Life SciencesLiability

Question

How much does cyber insurance for a medical device company cost?

Short answer

Cyber insurance for a medical device company is priced on risk, not size, so the range is wide: a small manufacturer with strong security controls often sees a $1M-$2M cyber policy in the low-to-mid four figures annually, while a connected-device or software-as-a-medical-device company holding large volumes of patient data, or one carrying higher limits to satisfy hospital and GPO contracts, can run well into the five figures. The single biggest lever is the strength of the security controls the company can evidence at underwriting - multifactor authentication, endpoint detection, tested backups, and encryption move the price more than revenue does.

The short answer

There is no flat rate. Cyber pricing for a device company is built from the volume and sensitivity of the data held, revenue, whether the devices are connected or software-driven, the security controls in place, and prior claims. Because controls dominate the calculation, two device makers of the same size can see very different premiums.

As a rough orientation, a small manufacturer with clean controls and modest data volumes tends to see a $1M-$2M cyber policy in the low-to-mid four figures per year; a connected-device or SaMD company, a company holding large patient-data sets, or one required to carry higher limits by contract will see materially more. These are practitioner-typical ranges, not quotes.

What drives the premium

Data volume and sensitivity: how many patient, clinical, employee, and payment records the company holds, and whether that includes protected health information subject to HIPAA notification obligations.

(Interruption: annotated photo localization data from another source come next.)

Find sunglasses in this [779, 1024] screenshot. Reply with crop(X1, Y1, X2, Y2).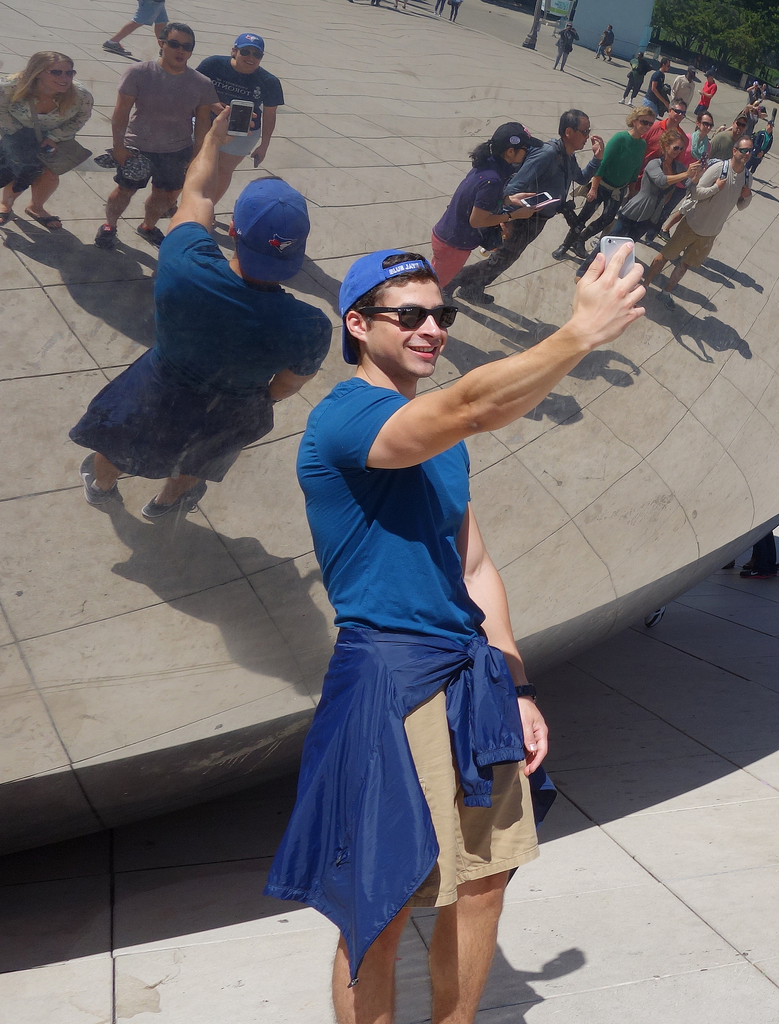
crop(732, 120, 746, 129).
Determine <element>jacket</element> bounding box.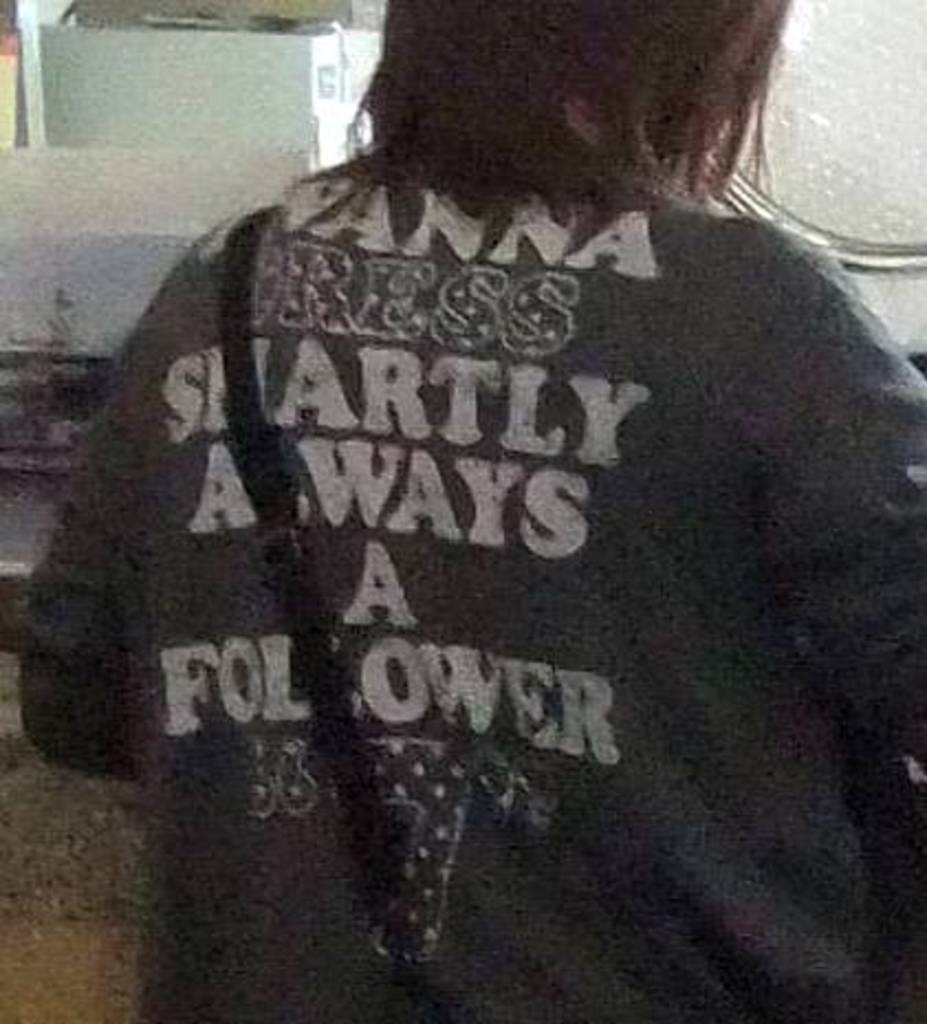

Connected devices and software: a networked device or a SaMD product raises the exposure and usually pulls technology E&O into the program, which changes the pricing basis.

Security controls: multifactor authentication on all remote and privileged access, endpoint detection and response, encrypted and tested offline backups, email filtering, network segmentation, and a patch and vulnerability program. Underwriters price these directly, and missing controls can make coverage expensive or hard to place.

Revenue, contract-required limits, and claims history round out the calculation. Hospital and GPO contracts that specify a cyber limit often set the number the company must carry.

How to lower it

The fastest way to improve pricing is to close the control gaps underwriters ask about before going to market: turn on multifactor authentication everywhere, deploy endpoint detection, move backups offline and test a restore, encrypt data at rest and in transit, and document a written incident-response plan and a HIPAA risk assessment. A device maker that can evidence these at application time is treated as a better risk and prices accordingly.

The reverse is also true: applying without these controls is the most common reason a device company sees a high quote or a declination, so it is worth doing the security work before the submission goes out.

Cyber in the context of the whole program

Cyber is one line in a device manufacturer's program, alongside products liability, general liability, and, for connected or software products, technology E&O. Sizing cyber without confirming how it interacts with the products policy (specifically the bodily-injury and cyber-triggered-event exclusions) is where device makers leave a gap. The cost conversation and the coverage-architecture conversation belong together.

Primary sources

Sources and references

This answer draws on the following regulatory, statutory, and standards-body sources. Coverage availability and program structure also depend on carrier appetite and underwriter discretion not captured by these sources.